A Template to Help the OJ Mayos Achieve an Education

Michael North by Correspondent Written on May 13, 2008
18450474_w434_h_q80_feature

Dear (University of Southern California Coach or any other big time program),

My name is (insert fake name) from (an official sounding agency works best). I represent an athlete from (preferably some small town that is too hard to find for the average college coach). His name is (okay to use his real name) and he stars in (basketball or football). He has led his team to numerous championships playing (position in respective sport). He currently is interested in leading your academic institution to an NCAA Title!
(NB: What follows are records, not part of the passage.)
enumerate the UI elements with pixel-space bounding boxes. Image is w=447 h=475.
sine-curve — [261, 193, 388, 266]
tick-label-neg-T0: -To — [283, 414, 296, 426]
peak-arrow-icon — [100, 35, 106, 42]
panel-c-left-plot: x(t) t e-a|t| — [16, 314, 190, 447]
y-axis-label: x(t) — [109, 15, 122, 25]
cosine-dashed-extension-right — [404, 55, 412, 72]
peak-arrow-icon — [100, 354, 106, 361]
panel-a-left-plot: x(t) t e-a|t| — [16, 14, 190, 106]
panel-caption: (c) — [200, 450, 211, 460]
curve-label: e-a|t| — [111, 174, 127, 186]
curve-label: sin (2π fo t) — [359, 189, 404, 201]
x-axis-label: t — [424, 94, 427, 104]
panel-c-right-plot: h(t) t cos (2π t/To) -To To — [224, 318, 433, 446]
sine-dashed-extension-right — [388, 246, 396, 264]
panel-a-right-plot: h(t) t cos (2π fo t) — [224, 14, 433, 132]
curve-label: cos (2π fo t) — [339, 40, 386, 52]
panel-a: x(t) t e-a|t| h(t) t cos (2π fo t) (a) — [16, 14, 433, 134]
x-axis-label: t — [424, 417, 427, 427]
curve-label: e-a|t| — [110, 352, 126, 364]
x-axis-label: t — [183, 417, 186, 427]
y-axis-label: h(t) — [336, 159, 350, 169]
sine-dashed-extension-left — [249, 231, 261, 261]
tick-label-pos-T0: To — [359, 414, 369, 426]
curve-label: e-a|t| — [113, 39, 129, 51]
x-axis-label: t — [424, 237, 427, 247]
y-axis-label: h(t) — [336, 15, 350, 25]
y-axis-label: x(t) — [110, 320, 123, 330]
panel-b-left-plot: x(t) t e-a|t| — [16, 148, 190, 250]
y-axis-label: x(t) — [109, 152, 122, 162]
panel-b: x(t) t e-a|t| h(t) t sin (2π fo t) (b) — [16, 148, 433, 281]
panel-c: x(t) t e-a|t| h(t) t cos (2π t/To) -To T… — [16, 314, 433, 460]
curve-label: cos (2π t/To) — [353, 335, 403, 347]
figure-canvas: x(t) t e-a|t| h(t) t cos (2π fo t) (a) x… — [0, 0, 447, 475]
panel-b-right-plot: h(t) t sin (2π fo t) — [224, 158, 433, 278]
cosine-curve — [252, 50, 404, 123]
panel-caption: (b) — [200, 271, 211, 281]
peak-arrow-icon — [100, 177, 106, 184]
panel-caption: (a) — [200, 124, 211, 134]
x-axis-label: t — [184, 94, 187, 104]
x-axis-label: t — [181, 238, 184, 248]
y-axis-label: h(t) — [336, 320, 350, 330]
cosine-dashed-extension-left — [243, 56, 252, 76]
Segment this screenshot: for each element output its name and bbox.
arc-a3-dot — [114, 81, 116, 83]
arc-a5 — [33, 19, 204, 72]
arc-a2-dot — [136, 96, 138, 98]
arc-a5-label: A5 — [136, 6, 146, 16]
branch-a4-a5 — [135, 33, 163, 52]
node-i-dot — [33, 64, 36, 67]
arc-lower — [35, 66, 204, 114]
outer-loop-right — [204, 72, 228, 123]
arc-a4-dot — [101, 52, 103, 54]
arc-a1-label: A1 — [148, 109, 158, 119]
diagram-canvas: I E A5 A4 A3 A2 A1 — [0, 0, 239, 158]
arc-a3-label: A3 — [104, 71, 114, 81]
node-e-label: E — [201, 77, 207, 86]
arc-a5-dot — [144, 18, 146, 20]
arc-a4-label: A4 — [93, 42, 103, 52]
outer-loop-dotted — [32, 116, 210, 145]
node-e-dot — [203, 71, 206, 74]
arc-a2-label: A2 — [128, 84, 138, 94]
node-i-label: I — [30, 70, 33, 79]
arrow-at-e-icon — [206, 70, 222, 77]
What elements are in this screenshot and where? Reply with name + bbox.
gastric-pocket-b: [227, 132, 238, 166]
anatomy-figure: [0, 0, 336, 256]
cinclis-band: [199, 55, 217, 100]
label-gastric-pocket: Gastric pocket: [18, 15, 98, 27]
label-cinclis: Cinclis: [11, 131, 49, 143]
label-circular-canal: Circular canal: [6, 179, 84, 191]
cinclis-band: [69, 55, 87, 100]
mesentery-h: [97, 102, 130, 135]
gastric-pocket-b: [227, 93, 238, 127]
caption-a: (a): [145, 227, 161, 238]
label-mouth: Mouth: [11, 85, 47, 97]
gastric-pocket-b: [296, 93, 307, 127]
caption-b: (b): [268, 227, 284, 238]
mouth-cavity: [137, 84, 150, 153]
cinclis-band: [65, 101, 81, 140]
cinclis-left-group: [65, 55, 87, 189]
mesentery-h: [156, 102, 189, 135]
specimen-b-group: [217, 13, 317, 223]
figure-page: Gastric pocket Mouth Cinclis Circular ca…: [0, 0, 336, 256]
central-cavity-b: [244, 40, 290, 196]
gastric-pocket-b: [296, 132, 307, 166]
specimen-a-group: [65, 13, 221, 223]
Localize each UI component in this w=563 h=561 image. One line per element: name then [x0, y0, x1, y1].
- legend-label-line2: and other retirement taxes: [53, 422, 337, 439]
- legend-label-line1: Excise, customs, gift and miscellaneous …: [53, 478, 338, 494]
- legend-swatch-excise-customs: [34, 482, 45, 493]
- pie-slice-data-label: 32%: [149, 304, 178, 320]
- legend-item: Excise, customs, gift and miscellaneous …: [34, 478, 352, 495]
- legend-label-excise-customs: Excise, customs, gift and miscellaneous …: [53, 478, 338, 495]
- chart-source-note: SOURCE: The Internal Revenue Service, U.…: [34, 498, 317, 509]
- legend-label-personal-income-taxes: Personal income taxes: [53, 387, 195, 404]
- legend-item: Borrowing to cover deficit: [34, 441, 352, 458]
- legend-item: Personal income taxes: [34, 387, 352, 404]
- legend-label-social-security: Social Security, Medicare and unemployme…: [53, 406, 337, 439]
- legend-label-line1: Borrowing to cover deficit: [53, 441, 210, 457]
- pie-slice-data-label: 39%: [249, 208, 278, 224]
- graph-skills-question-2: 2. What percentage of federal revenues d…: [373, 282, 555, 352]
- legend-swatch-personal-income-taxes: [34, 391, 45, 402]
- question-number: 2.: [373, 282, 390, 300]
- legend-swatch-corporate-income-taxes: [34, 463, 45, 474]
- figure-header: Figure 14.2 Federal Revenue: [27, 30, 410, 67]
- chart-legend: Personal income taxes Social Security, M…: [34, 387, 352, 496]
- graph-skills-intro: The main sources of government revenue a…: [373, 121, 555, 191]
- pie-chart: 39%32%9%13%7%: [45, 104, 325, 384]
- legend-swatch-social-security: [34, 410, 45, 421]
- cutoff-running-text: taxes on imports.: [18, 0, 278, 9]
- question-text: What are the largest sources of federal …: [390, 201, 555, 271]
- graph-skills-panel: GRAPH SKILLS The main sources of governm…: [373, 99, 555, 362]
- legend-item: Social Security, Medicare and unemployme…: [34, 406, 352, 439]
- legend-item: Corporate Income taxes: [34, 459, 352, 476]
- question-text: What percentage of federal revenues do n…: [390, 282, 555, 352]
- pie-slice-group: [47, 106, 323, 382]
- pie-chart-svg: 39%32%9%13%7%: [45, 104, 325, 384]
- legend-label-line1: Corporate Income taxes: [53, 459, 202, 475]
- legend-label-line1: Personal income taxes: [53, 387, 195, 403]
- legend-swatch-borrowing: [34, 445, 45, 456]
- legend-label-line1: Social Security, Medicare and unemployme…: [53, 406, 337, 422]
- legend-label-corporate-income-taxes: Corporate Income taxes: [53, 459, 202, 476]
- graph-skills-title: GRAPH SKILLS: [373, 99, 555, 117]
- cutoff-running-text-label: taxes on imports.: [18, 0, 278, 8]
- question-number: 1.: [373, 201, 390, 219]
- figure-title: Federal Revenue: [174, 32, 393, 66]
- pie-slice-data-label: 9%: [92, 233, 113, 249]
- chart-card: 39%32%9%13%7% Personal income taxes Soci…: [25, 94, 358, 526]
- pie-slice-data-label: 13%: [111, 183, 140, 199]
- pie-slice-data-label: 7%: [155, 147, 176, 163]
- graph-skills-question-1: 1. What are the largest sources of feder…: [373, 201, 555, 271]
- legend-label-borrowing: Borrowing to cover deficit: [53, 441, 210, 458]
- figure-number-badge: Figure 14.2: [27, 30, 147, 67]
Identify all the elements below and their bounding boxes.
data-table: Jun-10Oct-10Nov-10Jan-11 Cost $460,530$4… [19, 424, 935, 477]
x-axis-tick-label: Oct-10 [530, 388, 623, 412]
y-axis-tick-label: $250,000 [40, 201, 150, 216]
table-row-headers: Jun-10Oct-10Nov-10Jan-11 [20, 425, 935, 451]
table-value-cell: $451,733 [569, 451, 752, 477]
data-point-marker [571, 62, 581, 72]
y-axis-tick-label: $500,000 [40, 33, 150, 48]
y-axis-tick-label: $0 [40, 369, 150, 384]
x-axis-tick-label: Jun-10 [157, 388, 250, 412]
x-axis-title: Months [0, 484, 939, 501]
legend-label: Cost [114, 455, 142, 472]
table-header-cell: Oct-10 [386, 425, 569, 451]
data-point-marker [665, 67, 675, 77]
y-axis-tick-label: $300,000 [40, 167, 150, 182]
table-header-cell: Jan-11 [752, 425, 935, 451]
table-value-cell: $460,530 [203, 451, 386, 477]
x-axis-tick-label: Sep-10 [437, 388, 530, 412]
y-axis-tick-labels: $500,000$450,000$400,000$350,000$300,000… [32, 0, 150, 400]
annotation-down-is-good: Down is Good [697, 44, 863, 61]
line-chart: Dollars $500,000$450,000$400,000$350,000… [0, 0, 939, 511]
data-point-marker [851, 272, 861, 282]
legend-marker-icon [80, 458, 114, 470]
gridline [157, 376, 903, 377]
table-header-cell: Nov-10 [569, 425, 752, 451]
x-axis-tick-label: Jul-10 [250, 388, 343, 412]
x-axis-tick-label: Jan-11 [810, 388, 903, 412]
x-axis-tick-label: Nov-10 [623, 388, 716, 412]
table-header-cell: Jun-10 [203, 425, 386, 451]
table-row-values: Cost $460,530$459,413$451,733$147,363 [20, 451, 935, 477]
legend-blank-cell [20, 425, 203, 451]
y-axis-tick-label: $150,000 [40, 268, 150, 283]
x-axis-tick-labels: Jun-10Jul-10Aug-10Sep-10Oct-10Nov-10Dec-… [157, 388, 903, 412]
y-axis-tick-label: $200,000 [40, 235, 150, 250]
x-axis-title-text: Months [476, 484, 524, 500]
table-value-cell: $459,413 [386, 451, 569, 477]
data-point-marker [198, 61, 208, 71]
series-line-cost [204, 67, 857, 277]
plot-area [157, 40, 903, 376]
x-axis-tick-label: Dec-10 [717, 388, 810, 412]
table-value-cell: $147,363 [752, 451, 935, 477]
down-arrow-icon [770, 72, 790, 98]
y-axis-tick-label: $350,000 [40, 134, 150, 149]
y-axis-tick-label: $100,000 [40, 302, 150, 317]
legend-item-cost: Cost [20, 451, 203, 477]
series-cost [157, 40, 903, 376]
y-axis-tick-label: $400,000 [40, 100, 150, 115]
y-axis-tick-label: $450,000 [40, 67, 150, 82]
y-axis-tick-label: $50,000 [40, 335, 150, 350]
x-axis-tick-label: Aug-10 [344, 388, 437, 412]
For him to play for your institution of higher learning however, some accommodations will have to be made. For starters, he will need a brand new car and not just something that takes him from A to B, but a car that will turn heads!

He will also require a new wardrobe each semester, a new cell phone with the plan paid for, and various household appliances like flat screen TVs and the like.

His “job” is to win games, not to learn about art history or business calculus. His studies should never interfere with his sport so a tutor/person to do all of his work, will be required.

Demands like these made by an agent for a high school kid may look like red flags, but red flags, schmed flags I say! How do you think the Yankees convinced A-Rod to sign? Why do you think that Rashard Lewis chose Orlando? Because they offered the most money!

Signing high school kids to your school is no different. If you do not comply with our requests, my athlete will be forced to play for (list school’s most intense rivals even though he may have no interest in attending). You would not want my star athlete to be winning NCAA Championships with another school would you?

If you are new to the “game” and are a little confused as to how the process works, go to Blockbuster and rent Blue Chips. That is the movie where Nick Nolte buys Shaq, Penny Hardaway and the second coming of Larry Bird to play for his college team.

Just watch the first three quarters of the movie as the ending is a little mushy when Nolte listens to his conscience and turns himself in.

Speaking of which, that feeling inside your stomach right now is not your conscience screaming at you to avoid this situation, but rather, it is that intense desire to win NCAA Championships!

Single Page
(2)
...
Share This  
Crop_45x45
or to post this comment

1 Comments

There are no comments yet. Get the conversation started by leaving the first comment

Loading more comments...
posted just now
  • Loading...
  • Nobody has liked this comment yet
Cancel

This comment and all replies have been deleted This comment has been deleted Undo delete

444
reads

1
comments

written on May 13, 2008 Sports


CBS Sports Official Partner
Certain photos copyright © 2009 by Getty Images.
Any commercial use or distribution without the express written consent of Getty Images is strictly prohibited.